Claims: How Political Violence Losses Are Adjusted
A political violence claim depends on three determinations.
Was the act covered? Did the event fall within one of the named perils as defined in the policy? This is where the cascading-definition drafting matters. An event that is alternately described as "riot," "insurrection," and "terrorism" in different news reports must trigger the policy regardless of the eventual official characterization.
Was the loss caused by the covered peril? Causation in PV claims can be contested where multiple causes contribute — for example, a fire that begins as a riot incident and is exacerbated by inadequate fire-service response. Proximate cause analysis governs.
What is the quantum? Physical damage is generally adjusted on standard property principles. Business interruption is structured around an indemnity period (often 12 months, sometimes longer for assets requiring rebuild) and may require demonstration that the interruption arose from physical damage rather than from generalized civil disturbance affecting customer access. "Denial of access" extensions, where included, broaden the BI trigger.
The 2021 South African civil unrest claims cycle demonstrated the operational complexity of mass-event PV claims. The South African Special Risks Insurance Association (SASRIA), a state-owned political violence insurer, paid out the substantial majority of the loss; private market reinsurance recoveries took an extended period to resolve.
Placement and Capacity
In the U.S. admitted market, certified terrorism coverage is offered by every commercial property insurer as required by TRIA. Broader political violence cover — including sabotage, SRCC where the property form is narrow, insurrection, and war on land — is generally placed through specialist channels, including admitted carriers with dedicated political violence units and surplus lines markets accessing Lloyd's and Bermuda capacity.

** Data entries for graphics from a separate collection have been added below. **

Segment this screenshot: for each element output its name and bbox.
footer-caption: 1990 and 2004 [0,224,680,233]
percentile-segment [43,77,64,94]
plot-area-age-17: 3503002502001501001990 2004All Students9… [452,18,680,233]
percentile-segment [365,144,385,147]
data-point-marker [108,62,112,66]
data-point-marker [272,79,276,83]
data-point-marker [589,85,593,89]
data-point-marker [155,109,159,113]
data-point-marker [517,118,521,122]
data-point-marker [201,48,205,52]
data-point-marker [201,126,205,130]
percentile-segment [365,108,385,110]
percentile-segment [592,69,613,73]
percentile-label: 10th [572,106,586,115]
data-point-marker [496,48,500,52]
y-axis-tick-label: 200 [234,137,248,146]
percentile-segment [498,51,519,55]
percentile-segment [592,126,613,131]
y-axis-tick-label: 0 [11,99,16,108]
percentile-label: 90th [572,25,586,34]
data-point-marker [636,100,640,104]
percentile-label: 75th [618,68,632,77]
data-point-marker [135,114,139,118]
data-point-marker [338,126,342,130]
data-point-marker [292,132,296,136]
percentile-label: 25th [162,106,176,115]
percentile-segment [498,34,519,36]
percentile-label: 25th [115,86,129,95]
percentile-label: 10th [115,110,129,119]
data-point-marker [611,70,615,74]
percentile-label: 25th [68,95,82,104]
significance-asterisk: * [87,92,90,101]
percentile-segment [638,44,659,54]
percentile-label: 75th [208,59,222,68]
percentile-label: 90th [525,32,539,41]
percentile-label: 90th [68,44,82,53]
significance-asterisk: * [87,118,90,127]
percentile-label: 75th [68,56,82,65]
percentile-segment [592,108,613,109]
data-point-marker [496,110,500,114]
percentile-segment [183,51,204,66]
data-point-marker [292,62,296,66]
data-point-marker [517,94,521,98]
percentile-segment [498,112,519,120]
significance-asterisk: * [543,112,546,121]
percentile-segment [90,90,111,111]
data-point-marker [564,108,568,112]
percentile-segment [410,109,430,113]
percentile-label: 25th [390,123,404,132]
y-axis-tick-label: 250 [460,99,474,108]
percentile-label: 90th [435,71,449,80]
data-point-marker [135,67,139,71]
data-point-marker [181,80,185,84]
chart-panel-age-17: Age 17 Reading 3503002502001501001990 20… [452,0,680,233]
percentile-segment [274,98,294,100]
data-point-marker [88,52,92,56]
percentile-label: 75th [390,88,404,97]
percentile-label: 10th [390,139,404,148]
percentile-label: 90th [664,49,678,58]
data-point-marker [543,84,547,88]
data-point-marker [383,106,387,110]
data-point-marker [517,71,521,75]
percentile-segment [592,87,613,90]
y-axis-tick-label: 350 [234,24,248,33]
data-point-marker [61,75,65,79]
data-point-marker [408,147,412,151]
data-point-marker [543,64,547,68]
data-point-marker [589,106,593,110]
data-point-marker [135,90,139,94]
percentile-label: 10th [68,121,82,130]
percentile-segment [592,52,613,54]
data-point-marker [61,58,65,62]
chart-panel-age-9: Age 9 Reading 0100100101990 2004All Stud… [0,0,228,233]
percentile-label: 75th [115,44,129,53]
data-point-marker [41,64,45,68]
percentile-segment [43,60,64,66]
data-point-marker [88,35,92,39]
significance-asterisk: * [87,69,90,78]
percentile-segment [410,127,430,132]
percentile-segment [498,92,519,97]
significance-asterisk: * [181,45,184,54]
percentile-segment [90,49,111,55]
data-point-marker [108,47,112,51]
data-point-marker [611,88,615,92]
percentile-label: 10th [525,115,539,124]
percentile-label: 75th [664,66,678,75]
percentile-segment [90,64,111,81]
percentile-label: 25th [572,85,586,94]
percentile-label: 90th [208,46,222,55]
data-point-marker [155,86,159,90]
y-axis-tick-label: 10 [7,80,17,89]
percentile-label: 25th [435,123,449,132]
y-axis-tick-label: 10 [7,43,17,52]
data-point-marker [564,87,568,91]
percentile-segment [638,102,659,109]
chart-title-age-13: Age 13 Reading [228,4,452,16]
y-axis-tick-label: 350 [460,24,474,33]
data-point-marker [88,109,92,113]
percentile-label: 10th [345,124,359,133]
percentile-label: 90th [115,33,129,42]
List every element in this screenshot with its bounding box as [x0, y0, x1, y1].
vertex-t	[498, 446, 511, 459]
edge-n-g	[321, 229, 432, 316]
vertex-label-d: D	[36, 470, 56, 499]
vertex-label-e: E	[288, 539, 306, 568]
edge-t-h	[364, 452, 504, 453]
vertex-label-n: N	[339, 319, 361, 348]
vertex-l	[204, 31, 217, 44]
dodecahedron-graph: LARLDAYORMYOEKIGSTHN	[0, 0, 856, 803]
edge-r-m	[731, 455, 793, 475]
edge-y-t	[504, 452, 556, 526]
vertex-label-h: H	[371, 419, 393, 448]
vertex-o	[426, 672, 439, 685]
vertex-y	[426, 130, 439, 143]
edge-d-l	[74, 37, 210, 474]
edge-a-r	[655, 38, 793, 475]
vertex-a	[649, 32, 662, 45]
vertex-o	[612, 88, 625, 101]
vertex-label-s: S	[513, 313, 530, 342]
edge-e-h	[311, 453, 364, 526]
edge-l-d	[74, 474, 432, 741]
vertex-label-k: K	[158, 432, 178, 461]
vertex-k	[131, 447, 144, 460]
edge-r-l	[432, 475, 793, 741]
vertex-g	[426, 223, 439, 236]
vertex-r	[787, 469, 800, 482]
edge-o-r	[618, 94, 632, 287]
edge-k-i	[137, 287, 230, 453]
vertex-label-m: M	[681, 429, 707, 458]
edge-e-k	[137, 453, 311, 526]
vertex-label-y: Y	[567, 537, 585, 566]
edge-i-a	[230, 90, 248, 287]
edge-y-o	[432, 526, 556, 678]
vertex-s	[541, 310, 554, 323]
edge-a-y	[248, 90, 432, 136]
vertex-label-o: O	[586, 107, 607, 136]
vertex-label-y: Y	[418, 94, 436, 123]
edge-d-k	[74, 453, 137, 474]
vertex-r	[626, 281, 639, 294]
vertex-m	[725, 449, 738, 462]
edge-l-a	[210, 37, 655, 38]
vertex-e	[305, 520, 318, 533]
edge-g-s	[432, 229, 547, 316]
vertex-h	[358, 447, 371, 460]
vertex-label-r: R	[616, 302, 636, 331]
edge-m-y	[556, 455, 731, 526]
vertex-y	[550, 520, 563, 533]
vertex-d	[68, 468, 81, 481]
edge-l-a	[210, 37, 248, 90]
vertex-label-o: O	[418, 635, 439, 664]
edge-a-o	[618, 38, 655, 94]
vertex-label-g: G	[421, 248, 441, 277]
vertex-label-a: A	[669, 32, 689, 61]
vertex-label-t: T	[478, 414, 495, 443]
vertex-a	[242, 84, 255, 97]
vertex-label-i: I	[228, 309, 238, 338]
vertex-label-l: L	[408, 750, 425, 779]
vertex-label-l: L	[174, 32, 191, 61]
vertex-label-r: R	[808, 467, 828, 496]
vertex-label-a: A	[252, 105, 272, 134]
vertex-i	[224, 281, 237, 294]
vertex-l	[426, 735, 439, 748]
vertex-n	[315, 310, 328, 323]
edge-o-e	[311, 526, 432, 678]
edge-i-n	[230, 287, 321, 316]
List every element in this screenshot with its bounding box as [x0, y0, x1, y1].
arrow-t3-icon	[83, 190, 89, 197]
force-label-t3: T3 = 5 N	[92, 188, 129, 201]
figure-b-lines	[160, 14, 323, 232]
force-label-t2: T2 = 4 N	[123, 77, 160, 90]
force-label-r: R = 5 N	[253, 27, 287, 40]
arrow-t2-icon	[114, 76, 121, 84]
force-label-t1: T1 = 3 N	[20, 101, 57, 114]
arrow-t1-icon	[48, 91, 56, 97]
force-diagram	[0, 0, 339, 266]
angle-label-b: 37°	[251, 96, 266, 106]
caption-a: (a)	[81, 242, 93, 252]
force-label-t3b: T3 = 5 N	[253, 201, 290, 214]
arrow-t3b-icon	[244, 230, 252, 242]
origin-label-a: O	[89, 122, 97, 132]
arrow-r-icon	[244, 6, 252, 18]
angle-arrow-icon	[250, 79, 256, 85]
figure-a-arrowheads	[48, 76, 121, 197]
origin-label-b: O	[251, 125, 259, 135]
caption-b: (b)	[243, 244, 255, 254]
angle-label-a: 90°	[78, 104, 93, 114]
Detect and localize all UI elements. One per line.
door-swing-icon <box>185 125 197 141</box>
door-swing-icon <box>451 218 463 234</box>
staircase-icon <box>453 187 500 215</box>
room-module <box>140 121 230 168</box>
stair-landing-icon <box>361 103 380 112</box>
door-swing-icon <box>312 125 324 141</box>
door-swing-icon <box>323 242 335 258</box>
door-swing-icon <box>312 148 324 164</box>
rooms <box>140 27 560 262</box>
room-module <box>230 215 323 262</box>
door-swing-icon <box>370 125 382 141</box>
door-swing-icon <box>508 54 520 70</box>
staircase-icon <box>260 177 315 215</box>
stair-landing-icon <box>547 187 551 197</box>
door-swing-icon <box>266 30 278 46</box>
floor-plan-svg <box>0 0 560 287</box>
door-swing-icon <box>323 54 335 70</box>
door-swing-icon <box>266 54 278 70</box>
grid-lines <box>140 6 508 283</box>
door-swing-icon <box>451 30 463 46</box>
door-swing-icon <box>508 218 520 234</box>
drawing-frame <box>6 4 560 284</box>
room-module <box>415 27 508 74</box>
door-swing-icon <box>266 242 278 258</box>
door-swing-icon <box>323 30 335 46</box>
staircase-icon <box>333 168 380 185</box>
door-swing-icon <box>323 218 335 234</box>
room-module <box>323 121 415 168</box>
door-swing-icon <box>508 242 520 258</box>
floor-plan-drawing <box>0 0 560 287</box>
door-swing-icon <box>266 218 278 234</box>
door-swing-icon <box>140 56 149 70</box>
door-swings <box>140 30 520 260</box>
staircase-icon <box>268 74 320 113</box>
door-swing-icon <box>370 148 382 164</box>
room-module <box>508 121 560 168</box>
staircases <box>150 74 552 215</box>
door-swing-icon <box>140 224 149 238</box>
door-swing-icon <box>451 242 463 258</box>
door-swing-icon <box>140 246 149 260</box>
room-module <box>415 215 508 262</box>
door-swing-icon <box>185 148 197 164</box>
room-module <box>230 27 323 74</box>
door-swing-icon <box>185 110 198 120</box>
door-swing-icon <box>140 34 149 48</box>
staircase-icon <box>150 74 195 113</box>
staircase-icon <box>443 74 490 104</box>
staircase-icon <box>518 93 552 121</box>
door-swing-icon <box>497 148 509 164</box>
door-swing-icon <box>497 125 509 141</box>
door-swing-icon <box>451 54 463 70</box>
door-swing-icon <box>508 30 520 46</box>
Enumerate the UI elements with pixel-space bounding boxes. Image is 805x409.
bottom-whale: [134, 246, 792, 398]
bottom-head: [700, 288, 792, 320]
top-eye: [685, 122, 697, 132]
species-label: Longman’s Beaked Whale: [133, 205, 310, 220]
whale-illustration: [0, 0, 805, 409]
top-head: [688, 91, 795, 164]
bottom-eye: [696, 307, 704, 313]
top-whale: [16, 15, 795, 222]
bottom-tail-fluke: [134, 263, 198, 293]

This page reflects U.S. retail placement under the writer's P&C license. Standard TRIA-backed terrorism endorsements are placed admitted; standalone political violence cover for higher-risk assets or broader perils is placed admitted where appetite exists and surplus lines through a wholesale partner where it does not.
Request a Political Violence Coverage Review
If your organization owns or leases physical assets where political violence is a foreseeable peril — and where the property policy's SRCC extension and TRIA terrorism endorsement may not be sufficient — a structured review of the gap is the appropriate first step.
We review the in-force property program against the perils not addressed by SRCC and TRIA, identify the assets where standalone cover is warranted, and place the layered structure either as an endorsement to existing carriers or as a dedicated standalone tower.